The Cosmological QCD Phase Transition Revisited
Simon Schettler, Tillmann Boeckel, Jurgen Schaffner-Bielich

TL;DR
This paper investigates how a first order QCD phase transition in the early universe could have led to phenomena like primordial black holes, magnetic fields, and gravitational waves, with potential detection by future observatories.
Contribution
It proposes a cosmological model where a QCD phase transition causes little inflation and predicts observable signatures like gravitational waves and primordial black holes.
Findings
Primordial black holes could originate from bubble nucleation during the transition.
The gravitational wave background may contain imprints of the QCD phase transition.
The power spectrum of cold dark matter could be affected up to billion solar mass scales.
Abstract
The QCD phase diagram might exhibit a first order phase transition for large baryochemical potentials. We explore the cosmological implications of such a QCD phase transition in the early universe. We propose that the large baryon-asymmetry is diluted by a little inflation where the universe is trapped in a false vacuum state of QCD. The little inflation is stopped by bubble nucleation which leads to primordial production of the seeds of extragalactic magnetic fields, primordial black holes and gravitational waves. In addition the power spectrum of cold dark matter can be affected up to mass scales of a billion solar masses. The imprints of the cosmological QCD phase transition on the gravitational wave background can be explored with the future gravitational wave detectors LISA and BBO and with pulsar timing.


■ **Task prompt**:
Transcribe the listing in full, word for word; pictures do not belong in the copy.

■ **Data for this task**:

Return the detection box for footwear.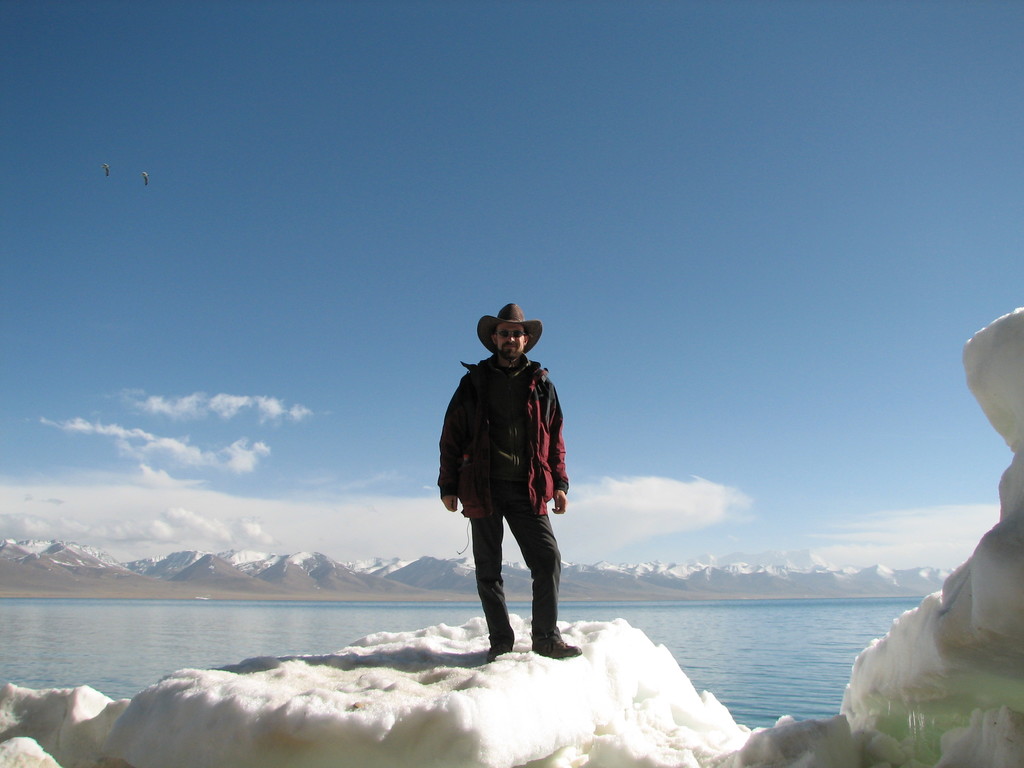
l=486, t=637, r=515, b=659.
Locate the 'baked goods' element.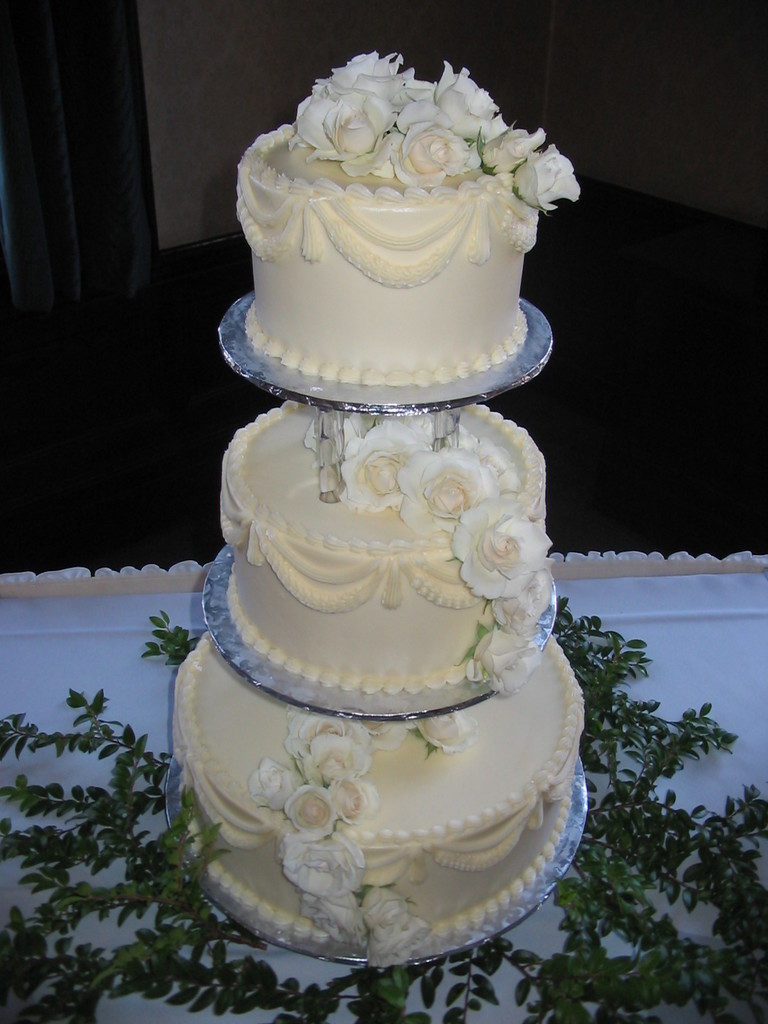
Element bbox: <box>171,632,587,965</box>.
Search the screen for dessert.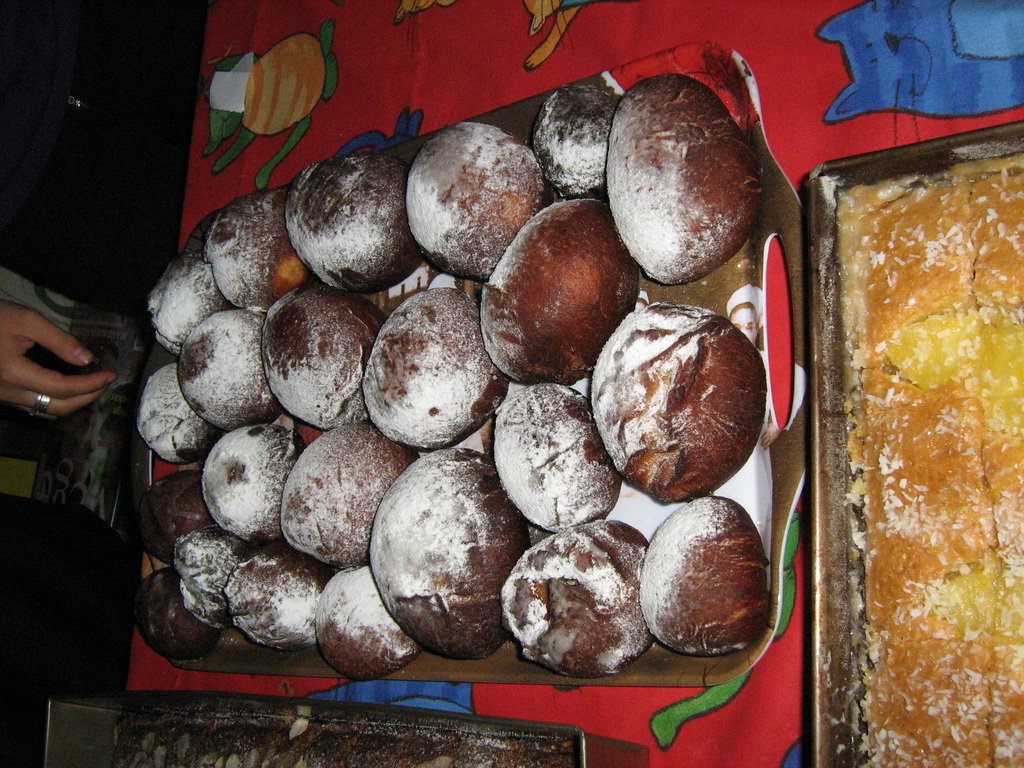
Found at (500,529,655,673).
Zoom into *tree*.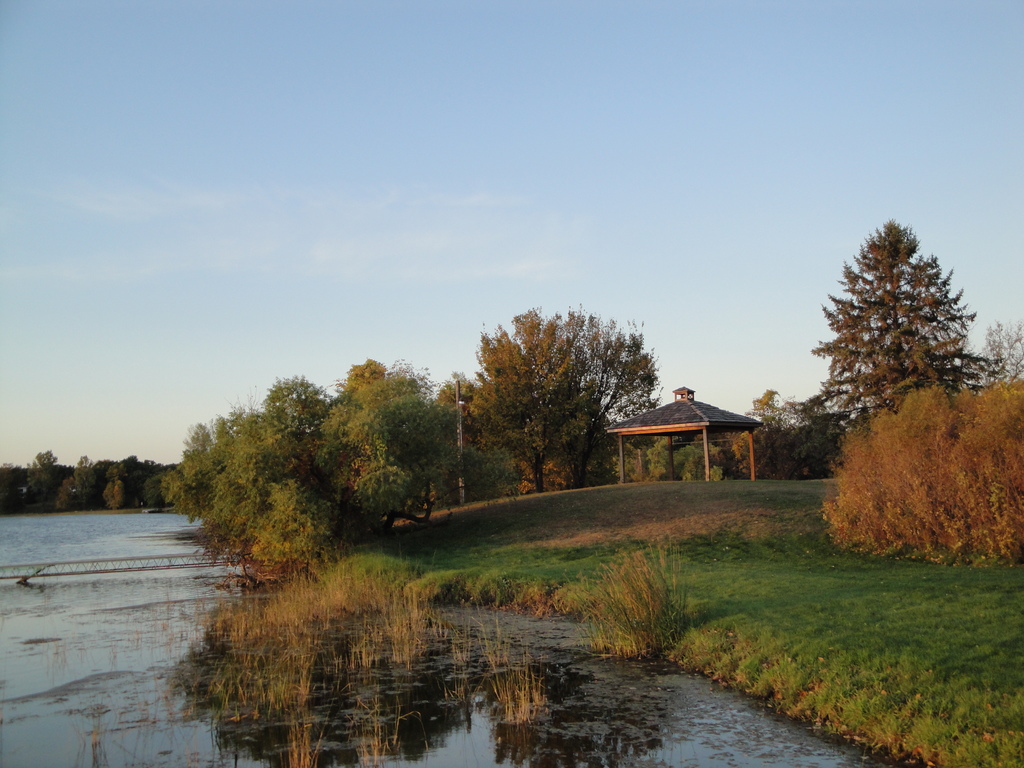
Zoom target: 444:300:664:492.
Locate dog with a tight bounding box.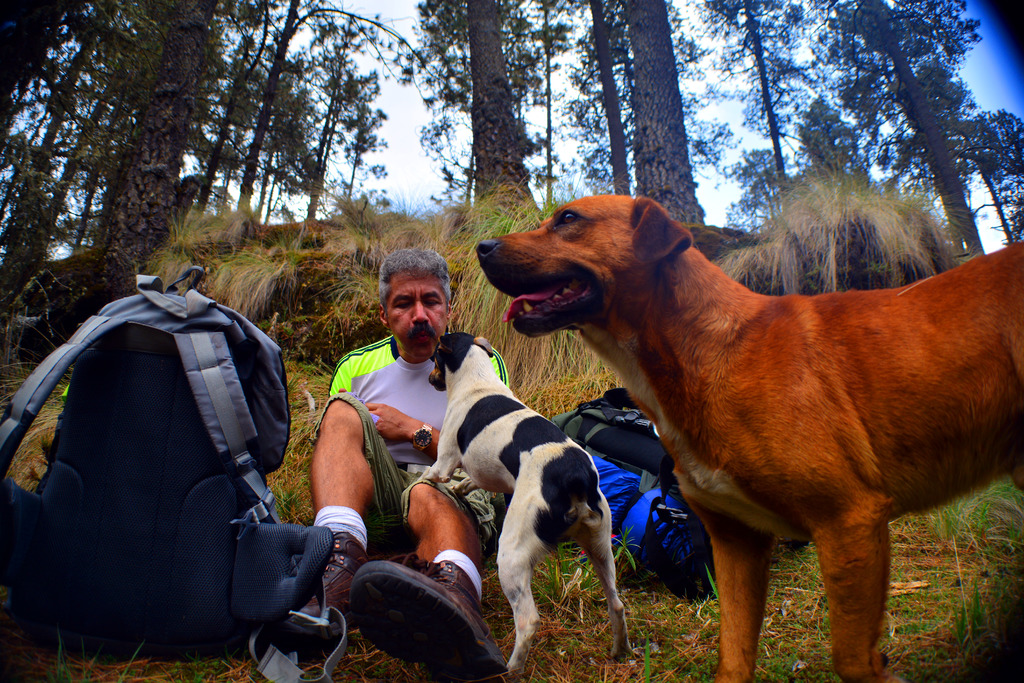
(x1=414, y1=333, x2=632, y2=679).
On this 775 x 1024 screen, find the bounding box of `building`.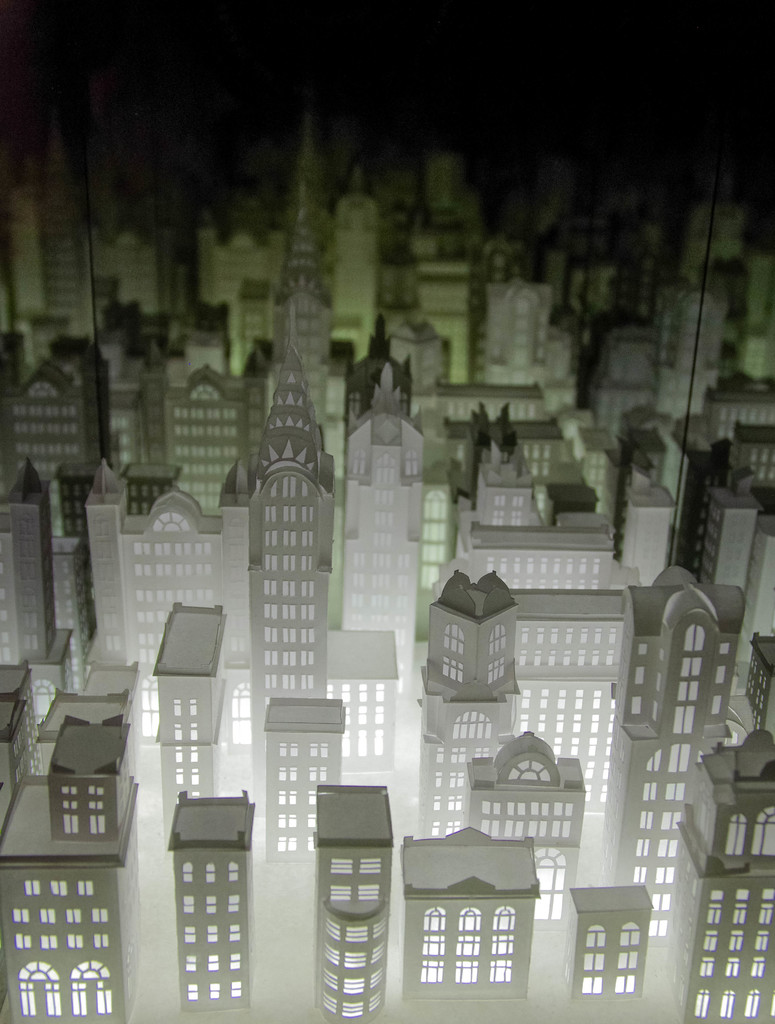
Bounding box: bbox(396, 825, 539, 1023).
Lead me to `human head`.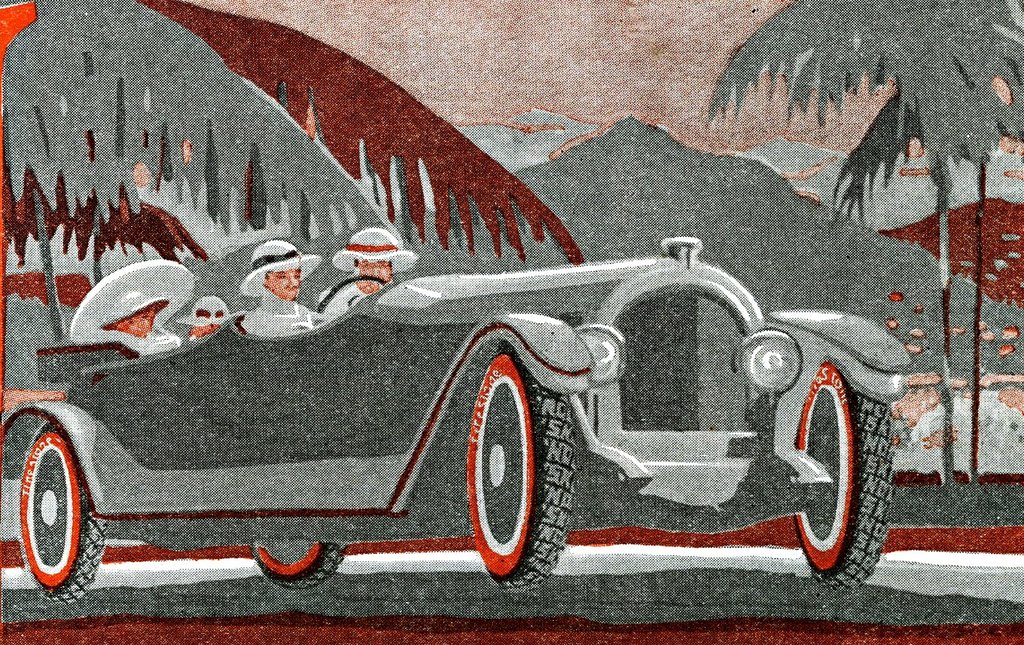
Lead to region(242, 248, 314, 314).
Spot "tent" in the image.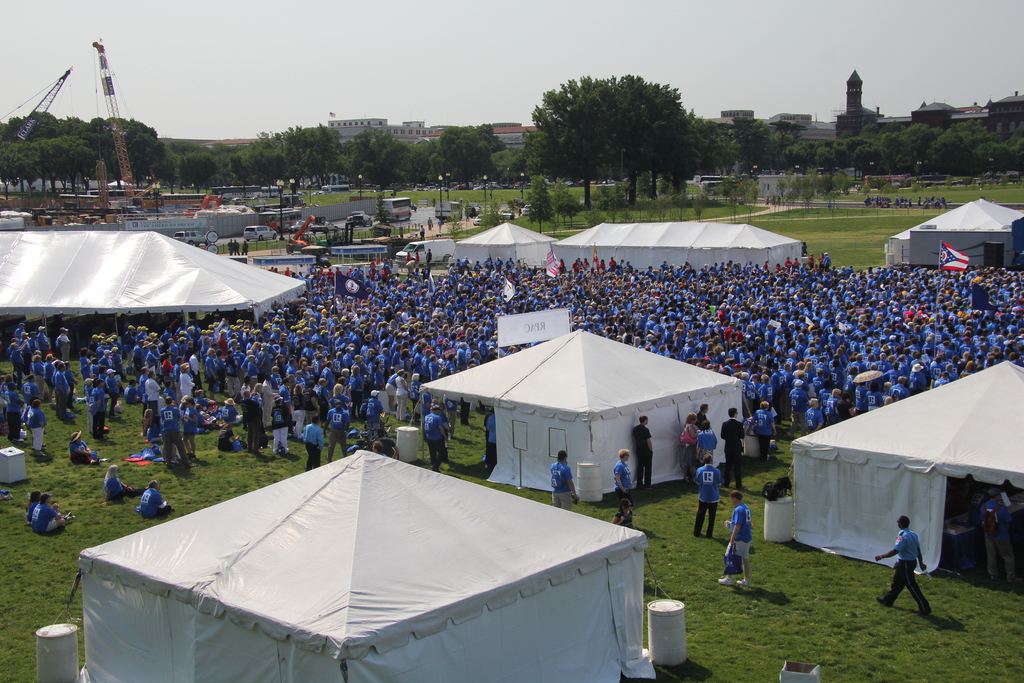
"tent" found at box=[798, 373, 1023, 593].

■ **Exercise response**:
Return the detection box for footwear.
l=486, t=637, r=515, b=659.
Locate the 'baked goods' element.
Element bbox: <box>171,632,587,965</box>.
Search the screen for dessert.
Found at (500,529,655,673).
Zoom into *tree*.
Zoom target: 444:300:664:492.
Locate dog with a tight bounding box.
(x1=414, y1=333, x2=632, y2=679).
On this 775 x 1024 screen, find the bounding box of `building`.
Bounding box: bbox(396, 825, 539, 1023).
Lead me to `human head`.
Lead to region(242, 248, 314, 314).
Spot "tent" in the image.
"tent" found at box=[798, 373, 1023, 593].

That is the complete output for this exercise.